In the 1970s, microcounseling skills training was developed with contributions from which group of individuals?

Study for the History of the Counseling Profession Test. Review comprehensive flashcards and multiple choice questions, each with hints and explanations. Be prepared for your exam!

Multiple Choice

In the 1970s, microcounseling skills training was developed with contributions from which group of individuals?

Explanation:
The idea being tested is how targeted, observable counseling behaviors were developed into a formal training approach in the 1970s. Microcounseling skills training came from a collaboration among practitioners who focused on teaching and evaluating tiny, repeatable counseling actions—things you can see a student do in a role-play and improve with practice. Carkhuff introduced the core idea of rating and refining basic helping responses, emphasizing empathy, concreteness, and genuineness as measurable qualities. Ivey built on that by outlining a practical set of micro-skills—attending, reflecting, paraphrasing, summarizing, open and closed questions, and other brief techniques—that could be taught, practiced, and assessed. Egan then integrated these micro-skills into a straightforward helping framework that guides learners step by step toward facilitating client change. Together, their work in that era gave training programs a concrete, skill-based foundation for developing competent beginning counselors. Other figures like Carl Rogers are tied to broader theoretical approaches such as client-centered therapy, while Freud and Skinner are associated with psychoanalysis and behaviorism, not the specific micro-skills training movement that emerged in the 1970s.

The idea being tested is how targeted, observable counseling behaviors were developed into a formal training approach in the 1970s. Microcounseling skills training came from a collaboration among practitioners who focused on teaching and evaluating tiny, repeatable counseling actions—things you can see a student do in a role-play and improve with practice.

Carkhuff introduced the core idea of rating and refining basic helping responses, emphasizing empathy, concreteness, and genuineness as measurable qualities. Ivey built on that by outlining a practical set of micro-skills—attending, reflecting, paraphrasing, summarizing, open and closed questions, and other brief techniques—that could be taught, practiced, and assessed. Egan then integrated these micro-skills into a straightforward helping framework that guides learners step by step toward facilitating client change. Together, their work in that era gave training programs a concrete, skill-based foundation for developing competent beginning counselors.

Other figures like Carl Rogers are tied to broader theoretical approaches such as client-centered therapy, while Freud and Skinner are associated with psychoanalysis and behaviorism, not the specific micro-skills training movement that emerged in the 1970s.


WORK TASK: Skip the pictures, and retype the data below in full, exactly.

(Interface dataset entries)
——
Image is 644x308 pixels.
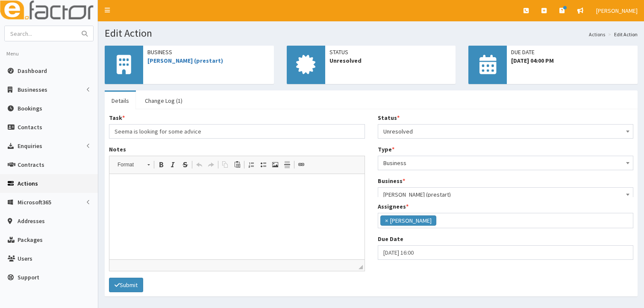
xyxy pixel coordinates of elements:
a: Strike Through [179,159,191,170]
span: Actions [17,180,38,187]
a: Format [112,159,155,171]
a: Paste (Ctrl+V) [231,159,243,170]
span: Contacts [17,123,42,131]
a: Copy (Ctrl+C) [219,159,231,170]
button: Submit [109,278,143,292]
a: Italic (Ctrl+I) [167,159,179,170]
a: Insert Horizontal Line [281,159,293,170]
span: Businesses [17,86,47,93]
a: Insert/Remove Bulleted List [257,159,270,170]
span: × [385,216,388,225]
span: Unresolved [384,126,628,137]
a: Details [105,92,136,110]
a: Redo (Ctrl+Y) [205,159,217,170]
label: Notes [109,145,126,154]
a: Undo (Ctrl+Z) [193,159,205,170]
span: Drag to resize [359,265,363,269]
span: Contracts [17,161,45,168]
span: Unresolved [330,56,451,65]
span: Users [17,255,32,263]
span: Addresses [17,217,45,225]
label: Assignees [378,202,408,211]
span: Microsoft365 [17,198,51,206]
span: Status [330,48,451,56]
a: [PERSON_NAME] (prestart) [147,57,223,64]
a: Actions [589,31,605,38]
span: Business [147,48,270,56]
h1: Edit Action [105,28,637,39]
span: Packages [17,236,43,244]
span: Due Date [511,48,633,56]
span: Seema Suri (prestart) [384,188,628,201]
span: [PERSON_NAME] [596,7,637,15]
span: Format [113,159,143,170]
label: Due Date [378,235,403,244]
span: Business [384,157,628,169]
label: Type [378,145,394,154]
iframe: Rich Text Editor, notes [109,174,365,259]
span: Enquiries [17,142,42,149]
span: Support [17,273,40,282]
label: Business [378,177,405,185]
span: Unresolved [378,124,634,139]
span: Seema Suri (prestart) [378,187,634,202]
span: Dashboard [17,67,47,74]
label: Task [109,114,125,122]
a: Link (Ctrl+L) [295,159,308,170]
input: Search... [5,26,77,41]
li: Edit Action [606,31,637,38]
li: Julie Sweeney [380,216,436,225]
label: Status [378,114,399,122]
span: Business [378,156,634,170]
a: Insert/Remove Numbered List [246,159,257,170]
a: Bold (Ctrl+B) [155,159,167,170]
a: Change Log (1) [138,92,189,110]
a: Image [270,159,281,170]
span: [DATE] 04:00 PM [511,56,633,65]
span: Bookings [17,105,42,112]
——
TASK ANSWER:
Image is 644x308 pixels.
xyxy pixel coordinates of elements:
a: Strike Through [179,159,191,170]
span: Actions [17,180,38,187]
a: Format [112,159,155,171]
a: Paste (Ctrl+V) [231,159,243,170]
span: Contacts [17,123,42,131]
a: Copy (Ctrl+C) [219,159,231,170]
button: Submit [109,278,143,292]
a: Italic (Ctrl+I) [167,159,179,170]
a: Insert Horizontal Line [281,159,293,170]
span: Businesses [17,86,47,93]
a: Insert/Remove Bulleted List [257,159,270,170]
span: × [385,216,388,225]
span: Unresolved [384,126,628,137]
a: Details [105,92,136,110]
a: Redo (Ctrl+Y) [205,159,217,170]
label: Notes [109,145,126,154]
a: Undo (Ctrl+Z) [193,159,205,170]
span: Drag to resize [359,265,363,269]
span: Contracts [17,161,45,168]
span: Unresolved [330,56,451,65]
span: Users [17,255,32,263]
span: Addresses [17,217,45,225]
label: Assignees [378,202,408,211]
span: Microsoft365 [17,198,51,206]
span: Status [330,48,451,56]
a: [PERSON_NAME] (prestart) [147,57,223,64]
a: Actions [589,31,605,38]
span: Business [147,48,270,56]
h1: Edit Action [105,28,637,39]
span: Packages [17,236,43,244]
span: Due Date [511,48,633,56]
span: Seema Suri (prestart) [384,188,628,201]
span: [PERSON_NAME] [596,7,637,15]
span: Format [113,159,143,170]
label: Due Date [378,235,403,244]
span: Business [384,157,628,169]
label: Type [378,145,394,154]
iframe: Rich Text Editor, notes [109,174,365,259]
span: Enquiries [17,142,42,149]
span: Support [17,273,40,282]
label: Business [378,177,405,185]
span: Unresolved [378,124,634,139]
span: Seema Suri (prestart) [378,187,634,202]
span: Dashboard [17,67,47,74]
label: Task [109,114,125,122]
a: Link (Ctrl+L) [295,159,308,170]
input: Search... [5,26,77,41]
li: Edit Action [606,31,637,38]
li: Julie Sweeney [380,216,436,225]
label: Status [378,114,399,122]
span: Business [378,156,634,170]
a: Insert/Remove Numbered List [246,159,257,170]
a: Bold (Ctrl+B) [155,159,167,170]
a: Change Log (1) [138,92,189,110]
a: Image [270,159,281,170]
span: [DATE] 04:00 PM [511,56,633,65]
span: Bookings [17,105,42,112]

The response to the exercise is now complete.